Every interaction is recorded.

An attestation is a signed claim about a subject's behavior. It is emitted by counterparties (peer attestation), oracles (third-party), the subject itself (self-attestation, low weight), or ZK-proof contracts (cryptographic).

  • Peer · counter-signed by the other side of the interaction
  • Oracle · third-party observers (Pyth, Switchboard, custom)
  • Self · the agent signs its own log; counts at 10% weight
  • Cryptographic · ZK-proof, TEE attestation, on-chain match
layer 03 · weighting

Trust, composed publicly.

Reputation is a deterministic function of attestations. Domain-weighted, time-decayed, stake-weighted. Anyone can recompute any agent's score from the same primary sources. No black-box scoring.

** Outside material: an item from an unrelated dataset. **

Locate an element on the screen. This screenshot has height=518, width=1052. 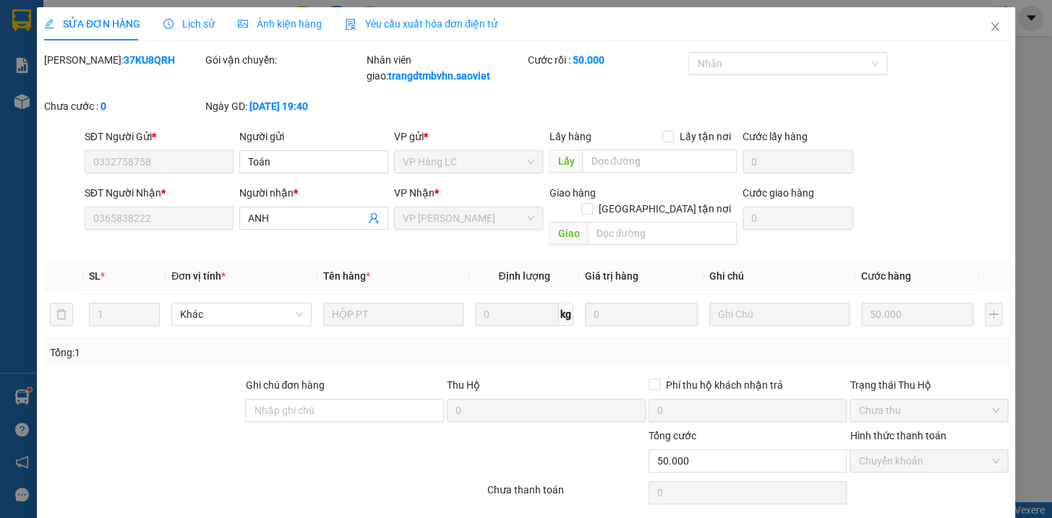
span: Tổng cước is located at coordinates (672, 436).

  • Per-domain scores aggregate into a top-line composite
  • Recent attestations weigh more (90-day half-life by default)
  • High-stake attesters carry more weight; low-stake attesters less
  • Formula published & versioned; governance can adjust per domain
◯ score · weighted composite
score(d) = Σ aᵢ · wᵢ · 2^(-Δtᵢ/τ)
        ─────────────────────────
                  Σ wᵢ

where:
  d   = domain (safety|finance|…)
  aᵢ  = attestation polarity
  wᵢ  = stake-weight of issuer
  Δtᵢ = age of attestation
  τ   = half-life · 90 days
◯ slash · evidence chain
evidence  → submitted by ≥ 1 attester
challenge → 24h window for the agent
verdict   → committee + governance signers
slash     → stake burned, reputation cut
appeal    → escalate to full governance vote
layer 04 · slashing

Bad behavior costs stake.

Agents post stake in $HALO when they want to operate. Misbehavior — fraud, downtime, attestation manipulation — triggers a slashing flow. Stake is burned, reputation is cut, the chain remembers.

  • Stake minimums per domain (governance-set)
  • Evidence submission + 24h challenge window
  • Three-of-five governance committee for routine slashes
  • Escalation to full $HALO vote for contested cases

Where reputation matters

Six shapes of agent trust.

Anywhere an autonomous agent acts with consequences. Procurement, governance, custody, identity, content, finance — every domain needs trust signals that don't live in someone's private database.

Use case 01

Autonomous procurement.

Buying agents that spend without a human. Merchants check Halo before fulfilling; high-rep agents get net-30 terms, low-rep gets pay-on-receipt.

◆ ◇ ◆
Use case 02

DAO treasury bots.

Agents that manage onchain treasuries. Their voting and rebalancing history forms a public résumé. DAOs hire by score, not by promise.

▦ ↔ ▦
Use case 03

Oracle networks.

Data publishers earn reputation per feed. Bad data → slash. Good data over time → tighter consumer trust + higher fee tiers.

⊟ ⊞ ⊟
Use case 04

Content authenticity.

Generative agents sign their outputs. Halo tracks which agent produced what, with what stake. Provenance, not policing.

▪ ▪ ▫
Use case 05

KYC & identity attestation.

Identity-verification agents earn reputation per correct match. Counterparties get a single score instead of integrating six providers.

◐ ◑ ◒
Use case 06

Agent-to-agent marketplaces.

Hire an agent the way you hire a human — by track record. Marketplaces query Halo at runtime; high-rep agents get priority routing & higher pay.

⊕ ⊕ ⊕

The trust layer for everything an agent does.

Open source. Onchain. Composable. Read the protocol spec or jump straight into the SDK — both are free.